My mother was French and my father Egyptian. For the first six years of my life we lived in Paris and summered in Biarritz with my maternal grandparents. But in 1937 my father became quite ill with lung cancer. After a successful operation we were summoned to Cairo by my Egyptian grandfather. He believed that my father would recover if the family surrounded him. We arrived in Cairo, greeted by a noisy, affectionate, extended Sephardic Jewish family. We settled down in my grandparents apartment on the ground floor of their four-story house, surrounded by a large garden with a resplendent mango tree planted, my grandfather liked to say, when I was born. The life of the household revolved around my grandfather, a stern but loving man, and my grandmother, a diminutive woman who ruled the household and her brood with an iron fist.
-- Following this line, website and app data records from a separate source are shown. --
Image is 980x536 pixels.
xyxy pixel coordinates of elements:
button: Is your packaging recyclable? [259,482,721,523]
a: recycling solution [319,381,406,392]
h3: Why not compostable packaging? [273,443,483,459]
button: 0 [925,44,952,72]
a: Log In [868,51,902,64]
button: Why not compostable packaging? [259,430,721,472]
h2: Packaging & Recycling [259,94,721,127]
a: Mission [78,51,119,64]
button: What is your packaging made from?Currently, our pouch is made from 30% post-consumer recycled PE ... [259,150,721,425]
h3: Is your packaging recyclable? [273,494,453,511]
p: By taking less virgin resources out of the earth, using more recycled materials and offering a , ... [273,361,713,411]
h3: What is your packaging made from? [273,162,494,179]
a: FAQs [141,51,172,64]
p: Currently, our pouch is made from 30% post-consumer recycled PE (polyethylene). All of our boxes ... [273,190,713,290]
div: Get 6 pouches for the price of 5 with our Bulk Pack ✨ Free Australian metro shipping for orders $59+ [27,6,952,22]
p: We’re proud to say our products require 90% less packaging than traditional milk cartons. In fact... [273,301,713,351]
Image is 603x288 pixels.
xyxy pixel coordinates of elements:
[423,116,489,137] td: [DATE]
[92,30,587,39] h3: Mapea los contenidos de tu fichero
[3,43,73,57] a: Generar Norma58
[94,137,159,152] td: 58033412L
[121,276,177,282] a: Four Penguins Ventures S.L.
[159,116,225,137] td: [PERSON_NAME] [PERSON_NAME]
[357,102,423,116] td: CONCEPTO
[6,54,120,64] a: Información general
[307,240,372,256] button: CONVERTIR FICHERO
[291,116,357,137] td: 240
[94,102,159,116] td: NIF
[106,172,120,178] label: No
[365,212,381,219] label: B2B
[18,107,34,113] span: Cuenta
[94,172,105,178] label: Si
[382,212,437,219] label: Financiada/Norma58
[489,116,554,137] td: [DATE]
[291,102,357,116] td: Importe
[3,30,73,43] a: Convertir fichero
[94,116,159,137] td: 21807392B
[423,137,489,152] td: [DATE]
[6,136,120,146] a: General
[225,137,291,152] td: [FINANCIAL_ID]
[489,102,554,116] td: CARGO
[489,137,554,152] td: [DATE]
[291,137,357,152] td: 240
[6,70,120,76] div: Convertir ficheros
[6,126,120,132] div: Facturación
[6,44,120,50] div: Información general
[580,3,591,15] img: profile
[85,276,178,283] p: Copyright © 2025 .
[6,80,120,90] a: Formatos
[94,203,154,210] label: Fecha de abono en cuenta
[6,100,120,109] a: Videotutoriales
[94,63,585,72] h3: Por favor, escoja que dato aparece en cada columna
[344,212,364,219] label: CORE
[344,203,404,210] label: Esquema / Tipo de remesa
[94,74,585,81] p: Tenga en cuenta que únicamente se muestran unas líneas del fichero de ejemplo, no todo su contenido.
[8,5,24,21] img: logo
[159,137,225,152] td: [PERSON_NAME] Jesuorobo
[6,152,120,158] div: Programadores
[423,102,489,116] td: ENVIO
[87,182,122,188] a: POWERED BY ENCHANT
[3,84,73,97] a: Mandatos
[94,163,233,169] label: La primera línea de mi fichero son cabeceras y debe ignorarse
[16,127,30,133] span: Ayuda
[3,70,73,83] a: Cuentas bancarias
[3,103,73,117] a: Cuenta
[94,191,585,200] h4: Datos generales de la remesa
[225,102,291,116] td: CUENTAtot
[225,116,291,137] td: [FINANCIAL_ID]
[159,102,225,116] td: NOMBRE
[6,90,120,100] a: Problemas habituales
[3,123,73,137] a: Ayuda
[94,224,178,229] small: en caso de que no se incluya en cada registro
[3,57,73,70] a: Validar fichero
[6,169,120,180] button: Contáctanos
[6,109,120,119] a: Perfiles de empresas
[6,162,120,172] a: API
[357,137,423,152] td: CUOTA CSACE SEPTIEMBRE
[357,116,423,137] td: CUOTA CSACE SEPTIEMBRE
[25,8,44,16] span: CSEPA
My voluptuous, attractive mother, happy to be relieved from her duty of taking care of a sick husband, made herself the toast of Cairo society. As for me, I spent my time roaming the house, usually ending up in the kitchen where Ahmet, the cook, prepared meals that reflected the complex cultural makeup of the family. I spent a lot of time in the kitchen, tasting Ahmets food and listening to the kitchen gossip. Warm spices, pungent herbs, exotic fruits, and the alchemy of hands became part of my daily life. Within a year, though, my life was shattered for the first time. My father died. A few months later, my mother decided that her best life was elsewhere, and left me with my grandparents for the next four years. I was devastated and heartbroken. Ahmet and his kitchen became my only solace as he enveloped me with love and food.